Courtney Hazelwood was the head of the pediatrics nursing unit on the fourth floor. She was ten years younger than Liza, but she had gotten further faster, probably because she had no attitude problem. When Courtney Hazelwood said that nurses were serious professionals who deserved more money, more responsibility, and more status, she meant it.

“Liza.” It was a male voice this time. Pompous. Young. Insufferable. “This is Dr. Martinson. Could you call me as soon as possible about the Brevoric case? You forgot to make some notes on the file.”

Liza made a face at the machine. Dr. Martinson was barely thirty. He thought he was the next best thing to God, but he was always screwing up, and that was what this would turn out to be. Liza never forgot to make notes on the file. She was meticulous. Dr. Martinson, though, always forgot to make half the documentation he was supposed to. He was always in trouble with the administration about it, because they all had to be so careful with the legal ramifications of everything these days.

“Liza?”

Liza sat up a little straighter on the couch. The voice belonged to Julianne Corbett. Julianne never called anymore, not since the election. She had gotten to be too damned important to bother with Liza Verity. Of course, before the election, while she was campaigning, Julianne had been behaving like the best friend Liza would ever have in the world. Liza had organized a party so that Julianne could meet all the really important people in the nurses’ union.

“Liza, listen,” Julianne’s voice said. “I just found out something wonderful. Karla Parrish is coming to Philadelphia.”

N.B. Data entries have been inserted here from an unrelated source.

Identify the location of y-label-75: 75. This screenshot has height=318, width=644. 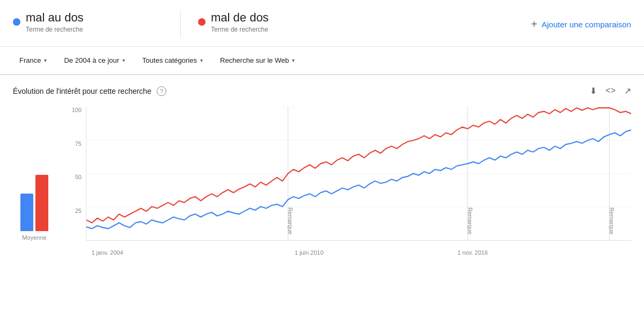
(78, 144).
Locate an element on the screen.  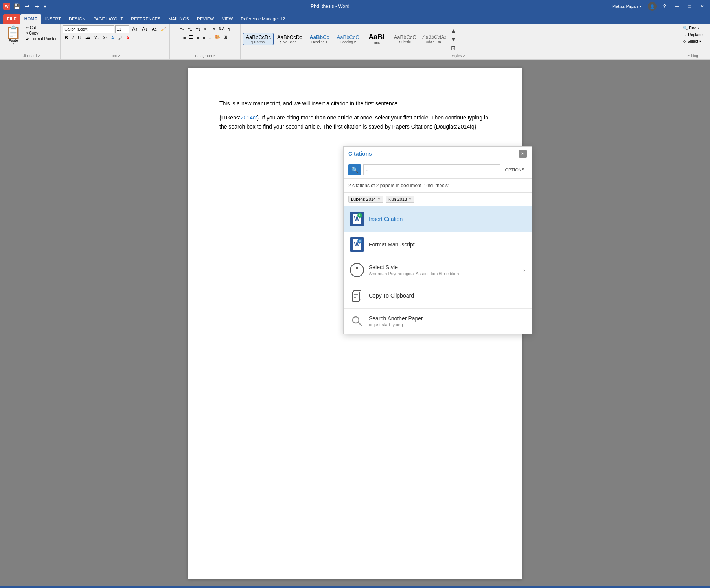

Liza’s eyes went automatically to the small oak liquor cabinet on the other side of the room, where she kept all her important photographs in frames. Then she looked away, embarrassed, because of course the picture wasn’t there. She had taken it down nearly five years before. It makes us all look silly, she thought now. Like the heroines of one of those women’s novels who all thought they were the best and the brightest but who had turned out to have failed lives and second-rate lovers instead.

“Anyway,” Julianne was saying, “you should call me, because I’ve had the best idea. I think we ought to have a party for Karla when she comes, don’t you? A kind of Vassar College mini-reunion. She’s spent the last ten years or something in Africa and I’m sure she’s just dying to catch up, so why don’t you give me a call as soon as you have the chance and we can work it all out. My number is—”

Liza reached out and turned off the machine. She knew what Julianne’s number was—or at least what her office number was. She didn’t have Julianne’s home number, which was supposed to be all right because Julianne used call forwarding. It was probably just a way for Julianne to keep her at a distance. So was this business about getting Liza to call Julianne back. Julianne knew perfectly well what Liza’s work schedule was. Liza had had the same one for two and a half years.